Just for the record ...
Jan. 15th, 2004 08:41 pmI am not
fandom_scruples, nor do I know him or her. I do not have children. In fact, I am very likely to be infertile.
I think that censorship is wrong.
I also think that blacklisting fics is not the right way to go about protecting teenagers from influences that their parents consider to be potentially harmful.
I have two reasons for this view:
1) Whether a person is impressionable or whether s/he can be damaged, hurt, offended, or plain squicked out by reading certain fics depends less on her age than on his or her personality, history, experiences, preferences, dislikes, and personal traumata. As far as I know, this holds for people 13+.

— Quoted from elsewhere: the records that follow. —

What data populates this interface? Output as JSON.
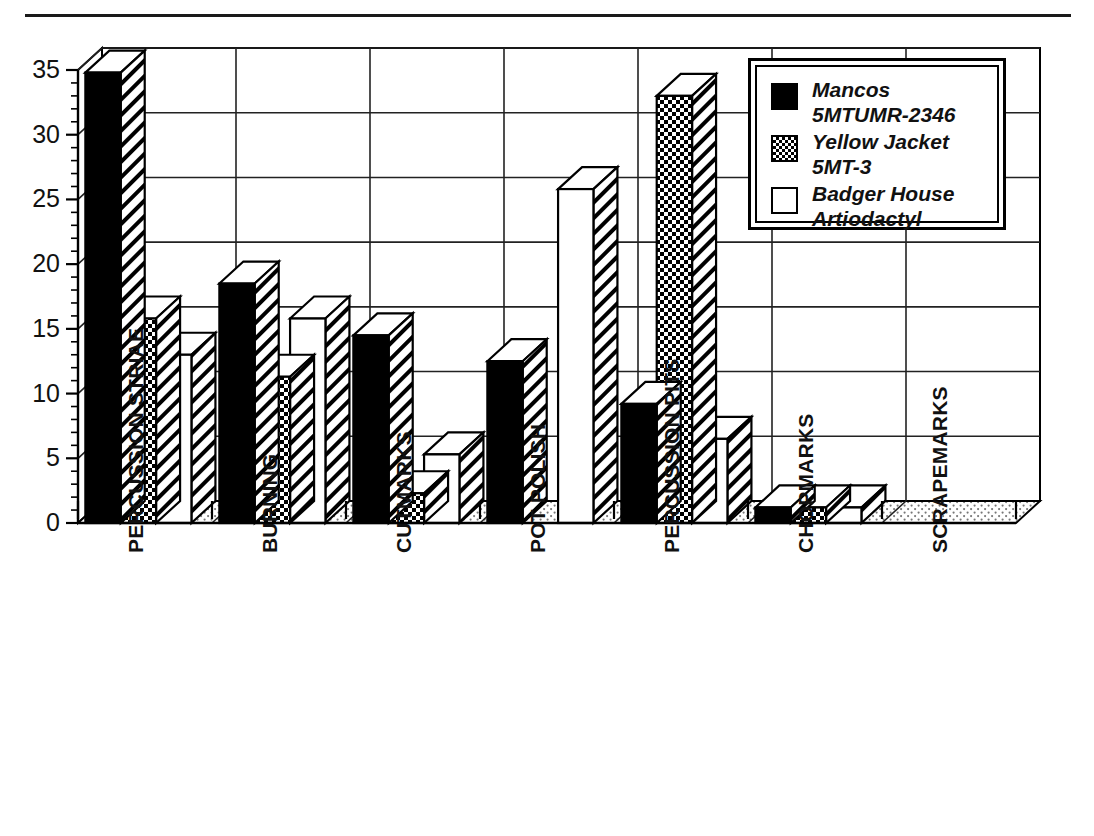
{
  "chart_data": {
    "type": "bar",
    "title": "",
    "subtitle": "",
    "xlabel": "",
    "ylabel": "",
    "ylim": [
      0,
      35
    ],
    "ytick_step": 5,
    "yticks": [
      0,
      5,
      10,
      15,
      20,
      25,
      30,
      35
    ],
    "grid": true,
    "grid_orientation": "both",
    "legend_position": "top-right",
    "style": "3d-grouped-bars",
    "categories": [
      "PERCUSSION STRIAE",
      "BURNING",
      "CUTMARKS",
      "POT POLISH",
      "PERCUSSION PITS",
      "CHOPMARKS",
      "SCRAPEMARKS"
    ],
    "series": [
      {
        "name": "Mancos 5MTUMR-2346",
        "fill": "solid-black",
        "color": "#000000",
        "values": [
          34.8,
          18.5,
          14.5,
          12.5,
          9.2,
          1.2,
          0
        ]
      },
      {
        "name": "Yellow Jacket 5MT-3",
        "fill": "dotted-checker",
        "color": "#000000",
        "values": [
          15.8,
          11.3,
          2.3,
          0,
          33.0,
          1.2,
          0
        ]
      },
      {
        "name": "Badger House Artiodactyl",
        "fill": "white",
        "color": "#ffffff",
        "values": [
          13.0,
          15.8,
          5.3,
          25.8,
          6.5,
          1.2,
          0
        ]
      }
    ]
  },
  "legend": {
    "items": [
      {
        "label": "Mancos 5MTUMR-2346",
        "swatch": "solid-black"
      },
      {
        "label": "Yellow Jacket 5MT-3",
        "swatch": "dotted-checker"
      },
      {
        "label": "Badger House Artiodactyl",
        "swatch": "white"
      }
    ]
  },
  "axis": {
    "y_tick_labels": [
      "35",
      "30",
      "25",
      "20",
      "15",
      "10",
      "5",
      "0"
    ]
  }
}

Therefore, out of courtesy to ALL readers, no matter what age, writers might do well to flag content that some people might not want to read.
This protects the right to free speech, while showing respect for other people's feelings. A win-win situation, really.
2) The internet is only one of the potential influences on teenagers. RL peers, books, TV, newspapers, magazines are just as influential. As far as I can see, if parents want to counteract certain of these influences, the best strategy might be for them to keep in touch with their child, and to live the values that they want their child to adopt, so that their child can do as they do AND as they say.
Has this cleared up some of the confusion caused by the fact that I was friended by a LJ that I did not know of until people started posting about it on their own LJs?
As always, feel free to agree or disagree. I welcome discussion.
I think that censorship is wrong.
I also think that blacklisting fics is not the right way to go about protecting teenagers from influences that their parents consider to be potentially harmful.
I have two reasons for this view:
1) Whether a person is impressionable or whether s/he can be damaged, hurt, offended, or plain squicked out by reading certain fics depends less on her age than on his or her personality, history, experiences, preferences, dislikes, and personal traumata. As far as I know, this holds for people 13+.
Therefore, out of courtesy to ALL readers, no matter what age, writers might do well to flag content that some people might not want to read.
This protects the right to free speech, while showing respect for other people's feelings. A win-win situation, really.
2) The internet is only one of the potential influences on teenagers. RL peers, books, TV, newspapers, magazines are just as influential. As far as I can see, if parents want to counteract certain of these influences, the best strategy might be for them to keep in touch with their child, and to live the values that they want their child to adopt, so that their child can do as they do AND as they say.
Has this cleared up some of the confusion caused by the fact that I was friended by a LJ that I did not know of until people started posting about it on their own LJs?
As always, feel free to agree or disagree. I welcome discussion.
no subject
Date: 2004-01-16 12:26 am (UTC)It is particularly disgraceful that in one case where someone was unjustifiably gold-listed without their consent it took 3 emails for them to be removed, yet another had no response at all to their request until they posted material(taken from a published work available freely to teenagers through the public library system, incidently)of the type that
For the record, my own response to the list was that given what I knew about those on it whom I knew anything about, that the only principled position I could take was to send a note to the list, with supporting evidence, to the effect that on their rules their only option was to black-list me too. The "evidence" was that I had recommended a fic by a third party (who was not on the list and still isn't)with a warning that it was NC-17, and indirectly supplied a link to it, via a link to the author's live journal which cites the URL and which also gives a warning as to the content of the fic, and an NC-17 rating to it.
So, my hearty sympathies at being tarred with their brush.